- Work request:
Please set down the whole listing again, precisely.
======== Given data
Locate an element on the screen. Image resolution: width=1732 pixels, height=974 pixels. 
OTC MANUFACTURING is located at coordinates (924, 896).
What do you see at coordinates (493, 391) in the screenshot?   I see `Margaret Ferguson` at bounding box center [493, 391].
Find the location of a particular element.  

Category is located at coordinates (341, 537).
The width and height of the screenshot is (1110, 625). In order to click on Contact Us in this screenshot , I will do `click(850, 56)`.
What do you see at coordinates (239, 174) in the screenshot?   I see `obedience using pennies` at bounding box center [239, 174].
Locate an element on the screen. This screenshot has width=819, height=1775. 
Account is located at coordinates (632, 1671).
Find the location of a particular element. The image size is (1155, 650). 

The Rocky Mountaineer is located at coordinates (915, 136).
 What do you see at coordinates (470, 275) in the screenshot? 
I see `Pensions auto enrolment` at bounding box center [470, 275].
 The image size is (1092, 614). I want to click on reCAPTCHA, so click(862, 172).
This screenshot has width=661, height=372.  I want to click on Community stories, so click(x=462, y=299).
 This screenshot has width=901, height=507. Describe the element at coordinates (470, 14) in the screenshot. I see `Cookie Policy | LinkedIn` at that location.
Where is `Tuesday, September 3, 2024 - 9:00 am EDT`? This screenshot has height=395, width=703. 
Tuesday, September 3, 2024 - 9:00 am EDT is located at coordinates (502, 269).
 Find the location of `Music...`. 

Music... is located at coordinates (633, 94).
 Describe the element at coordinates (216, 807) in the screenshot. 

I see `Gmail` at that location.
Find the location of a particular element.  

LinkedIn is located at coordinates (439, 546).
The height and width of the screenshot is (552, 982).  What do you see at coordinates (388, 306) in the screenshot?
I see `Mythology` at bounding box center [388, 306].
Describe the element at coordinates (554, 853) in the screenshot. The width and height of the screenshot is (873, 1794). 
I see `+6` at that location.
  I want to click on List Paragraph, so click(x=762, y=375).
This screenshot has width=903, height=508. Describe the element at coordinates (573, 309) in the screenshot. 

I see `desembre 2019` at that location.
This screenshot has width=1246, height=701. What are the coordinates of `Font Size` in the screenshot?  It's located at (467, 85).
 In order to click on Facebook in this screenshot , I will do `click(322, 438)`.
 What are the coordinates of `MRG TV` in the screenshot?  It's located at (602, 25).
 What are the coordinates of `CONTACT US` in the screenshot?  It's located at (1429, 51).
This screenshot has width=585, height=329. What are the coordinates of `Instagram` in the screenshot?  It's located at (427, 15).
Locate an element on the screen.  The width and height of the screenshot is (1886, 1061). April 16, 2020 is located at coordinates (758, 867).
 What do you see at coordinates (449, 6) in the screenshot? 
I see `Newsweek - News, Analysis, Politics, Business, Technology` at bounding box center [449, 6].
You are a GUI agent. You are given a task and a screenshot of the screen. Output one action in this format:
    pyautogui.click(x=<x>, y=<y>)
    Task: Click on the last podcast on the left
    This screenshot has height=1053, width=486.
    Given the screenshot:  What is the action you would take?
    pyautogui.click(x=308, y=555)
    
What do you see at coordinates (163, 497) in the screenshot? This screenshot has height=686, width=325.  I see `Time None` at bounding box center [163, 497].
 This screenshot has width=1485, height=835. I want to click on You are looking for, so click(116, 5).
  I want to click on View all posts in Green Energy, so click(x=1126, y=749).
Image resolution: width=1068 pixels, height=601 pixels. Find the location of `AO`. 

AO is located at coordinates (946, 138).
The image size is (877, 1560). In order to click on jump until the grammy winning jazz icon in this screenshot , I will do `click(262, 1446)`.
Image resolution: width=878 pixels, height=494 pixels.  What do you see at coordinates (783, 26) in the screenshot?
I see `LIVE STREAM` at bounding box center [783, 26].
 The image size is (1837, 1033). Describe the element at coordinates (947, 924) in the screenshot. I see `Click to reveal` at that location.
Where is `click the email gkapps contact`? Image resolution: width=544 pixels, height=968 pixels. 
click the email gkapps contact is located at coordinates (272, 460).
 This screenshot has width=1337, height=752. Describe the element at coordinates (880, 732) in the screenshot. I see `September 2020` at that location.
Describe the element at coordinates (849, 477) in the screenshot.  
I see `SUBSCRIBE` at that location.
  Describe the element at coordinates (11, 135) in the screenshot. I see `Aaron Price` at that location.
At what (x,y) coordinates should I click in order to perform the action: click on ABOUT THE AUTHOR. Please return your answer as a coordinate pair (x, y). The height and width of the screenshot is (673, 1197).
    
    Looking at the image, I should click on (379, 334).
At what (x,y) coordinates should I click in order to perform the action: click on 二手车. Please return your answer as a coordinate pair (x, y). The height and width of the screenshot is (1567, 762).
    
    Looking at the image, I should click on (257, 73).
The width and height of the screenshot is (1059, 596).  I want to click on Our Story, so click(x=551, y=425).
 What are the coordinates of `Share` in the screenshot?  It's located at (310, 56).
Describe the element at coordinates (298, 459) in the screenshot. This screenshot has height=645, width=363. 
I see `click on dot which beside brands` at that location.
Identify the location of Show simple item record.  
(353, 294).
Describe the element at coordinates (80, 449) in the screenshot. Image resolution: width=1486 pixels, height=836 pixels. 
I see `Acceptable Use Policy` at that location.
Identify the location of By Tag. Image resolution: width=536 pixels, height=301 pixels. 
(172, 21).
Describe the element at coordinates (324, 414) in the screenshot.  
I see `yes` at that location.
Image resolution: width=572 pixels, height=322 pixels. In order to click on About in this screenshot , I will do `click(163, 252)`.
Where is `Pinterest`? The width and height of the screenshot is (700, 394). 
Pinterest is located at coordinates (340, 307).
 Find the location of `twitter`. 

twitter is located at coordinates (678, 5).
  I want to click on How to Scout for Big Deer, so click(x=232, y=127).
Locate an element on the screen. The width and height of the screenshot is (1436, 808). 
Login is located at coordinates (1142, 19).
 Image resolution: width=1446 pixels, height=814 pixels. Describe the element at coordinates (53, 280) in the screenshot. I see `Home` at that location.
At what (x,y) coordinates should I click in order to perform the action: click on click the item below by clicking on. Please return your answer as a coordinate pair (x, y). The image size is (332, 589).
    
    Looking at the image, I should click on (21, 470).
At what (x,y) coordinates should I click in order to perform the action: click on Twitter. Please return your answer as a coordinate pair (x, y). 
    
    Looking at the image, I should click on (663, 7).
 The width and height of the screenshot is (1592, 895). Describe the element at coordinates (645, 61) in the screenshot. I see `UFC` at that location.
================
- Response area:
Locate an element on the screen. Image resolution: width=1732 pixels, height=974 pixels. 
OTC MANUFACTURING is located at coordinates (924, 896).
What do you see at coordinates (493, 391) in the screenshot?   I see `Margaret Ferguson` at bounding box center [493, 391].
Find the location of a particular element.  

Category is located at coordinates (341, 537).
The width and height of the screenshot is (1110, 625). In order to click on Contact Us in this screenshot , I will do `click(850, 56)`.
What do you see at coordinates (239, 174) in the screenshot?   I see `obedience using pennies` at bounding box center [239, 174].
Locate an element on the screen. This screenshot has width=819, height=1775. 
Account is located at coordinates (632, 1671).
Find the location of a particular element. The image size is (1155, 650). 

The Rocky Mountaineer is located at coordinates (915, 136).
 What do you see at coordinates (470, 275) in the screenshot? 
I see `Pensions auto enrolment` at bounding box center [470, 275].
 The image size is (1092, 614). I want to click on reCAPTCHA, so click(862, 172).
This screenshot has width=661, height=372.  I want to click on Community stories, so click(x=462, y=299).
 This screenshot has width=901, height=507. Describe the element at coordinates (470, 14) in the screenshot. I see `Cookie Policy | LinkedIn` at that location.
Where is `Tuesday, September 3, 2024 - 9:00 am EDT`? This screenshot has height=395, width=703. 
Tuesday, September 3, 2024 - 9:00 am EDT is located at coordinates (502, 269).
 Find the location of `Music...`. 

Music... is located at coordinates (633, 94).
 Describe the element at coordinates (216, 807) in the screenshot. 

I see `Gmail` at that location.
Find the location of a particular element.  

LinkedIn is located at coordinates (439, 546).
The height and width of the screenshot is (552, 982).  What do you see at coordinates (388, 306) in the screenshot?
I see `Mythology` at bounding box center [388, 306].
Describe the element at coordinates (554, 853) in the screenshot. The width and height of the screenshot is (873, 1794). 
I see `+6` at that location.
  I want to click on List Paragraph, so click(x=762, y=375).
This screenshot has width=903, height=508. Describe the element at coordinates (573, 309) in the screenshot. 

I see `desembre 2019` at that location.
This screenshot has width=1246, height=701. What are the coordinates of `Font Size` in the screenshot?  It's located at (467, 85).
 In order to click on Facebook in this screenshot , I will do `click(322, 438)`.
 What are the coordinates of `MRG TV` in the screenshot?  It's located at (602, 25).
 What are the coordinates of `CONTACT US` in the screenshot?  It's located at (1429, 51).
This screenshot has width=585, height=329. What are the coordinates of `Instagram` in the screenshot?  It's located at (427, 15).
Locate an element on the screen.  The width and height of the screenshot is (1886, 1061). April 16, 2020 is located at coordinates (758, 867).
 What do you see at coordinates (449, 6) in the screenshot? 
I see `Newsweek - News, Analysis, Politics, Business, Technology` at bounding box center [449, 6].
You are a GUI agent. You are given a task and a screenshot of the screen. Output one action in this format:
    pyautogui.click(x=<x>, y=<y>)
    Task: Click on the last podcast on the left
    This screenshot has height=1053, width=486.
    Given the screenshot:  What is the action you would take?
    pyautogui.click(x=308, y=555)
    
What do you see at coordinates (163, 497) in the screenshot? This screenshot has height=686, width=325.  I see `Time None` at bounding box center [163, 497].
 This screenshot has width=1485, height=835. I want to click on You are looking for, so click(116, 5).
  I want to click on View all posts in Green Energy, so click(x=1126, y=749).
Image resolution: width=1068 pixels, height=601 pixels. Find the location of `AO`. 

AO is located at coordinates (946, 138).
The image size is (877, 1560). In order to click on jump until the grammy winning jazz icon in this screenshot , I will do `click(262, 1446)`.
Image resolution: width=878 pixels, height=494 pixels.  What do you see at coordinates (783, 26) in the screenshot?
I see `LIVE STREAM` at bounding box center [783, 26].
 The image size is (1837, 1033). Describe the element at coordinates (947, 924) in the screenshot. I see `Click to reveal` at that location.
Where is `click the email gkapps contact`? Image resolution: width=544 pixels, height=968 pixels. 
click the email gkapps contact is located at coordinates (272, 460).
 This screenshot has width=1337, height=752. Describe the element at coordinates (880, 732) in the screenshot. I see `September 2020` at that location.
Describe the element at coordinates (849, 477) in the screenshot.  
I see `SUBSCRIBE` at that location.
  Describe the element at coordinates (11, 135) in the screenshot. I see `Aaron Price` at that location.
At what (x,y) coordinates should I click in order to perform the action: click on ABOUT THE AUTHOR. Please return your answer as a coordinate pair (x, y). The height and width of the screenshot is (673, 1197).
    
    Looking at the image, I should click on (379, 334).
At what (x,y) coordinates should I click in order to perform the action: click on 二手车. Please return your answer as a coordinate pair (x, y). The height and width of the screenshot is (1567, 762).
    
    Looking at the image, I should click on (257, 73).
The width and height of the screenshot is (1059, 596).  I want to click on Our Story, so click(x=551, y=425).
 What are the coordinates of `Share` in the screenshot?  It's located at (310, 56).
Describe the element at coordinates (298, 459) in the screenshot. This screenshot has height=645, width=363. 
I see `click on dot which beside brands` at that location.
Identify the location of Show simple item record.  
(353, 294).
Describe the element at coordinates (80, 449) in the screenshot. Image resolution: width=1486 pixels, height=836 pixels. 
I see `Acceptable Use Policy` at that location.
Identify the location of By Tag. Image resolution: width=536 pixels, height=301 pixels. 
(172, 21).
Describe the element at coordinates (324, 414) in the screenshot.  
I see `yes` at that location.
Image resolution: width=572 pixels, height=322 pixels. In order to click on About in this screenshot , I will do `click(163, 252)`.
Where is `Pinterest`? The width and height of the screenshot is (700, 394). 
Pinterest is located at coordinates (340, 307).
 Find the location of `twitter`. 

twitter is located at coordinates (678, 5).
  I want to click on How to Scout for Big Deer, so click(x=232, y=127).
Locate an element on the screen. The width and height of the screenshot is (1436, 808). 
Login is located at coordinates (1142, 19).
 Image resolution: width=1446 pixels, height=814 pixels. Describe the element at coordinates (53, 280) in the screenshot. I see `Home` at that location.
At what (x,y) coordinates should I click in order to perform the action: click on click the item below by clicking on. Please return your answer as a coordinate pair (x, y). The image size is (332, 589).
    
    Looking at the image, I should click on (21, 470).
At what (x,y) coordinates should I click in order to perform the action: click on Twitter. Please return your answer as a coordinate pair (x, y). 
    
    Looking at the image, I should click on (663, 7).
 The width and height of the screenshot is (1592, 895). Describe the element at coordinates (645, 61) in the screenshot. I see `UFC` at that location.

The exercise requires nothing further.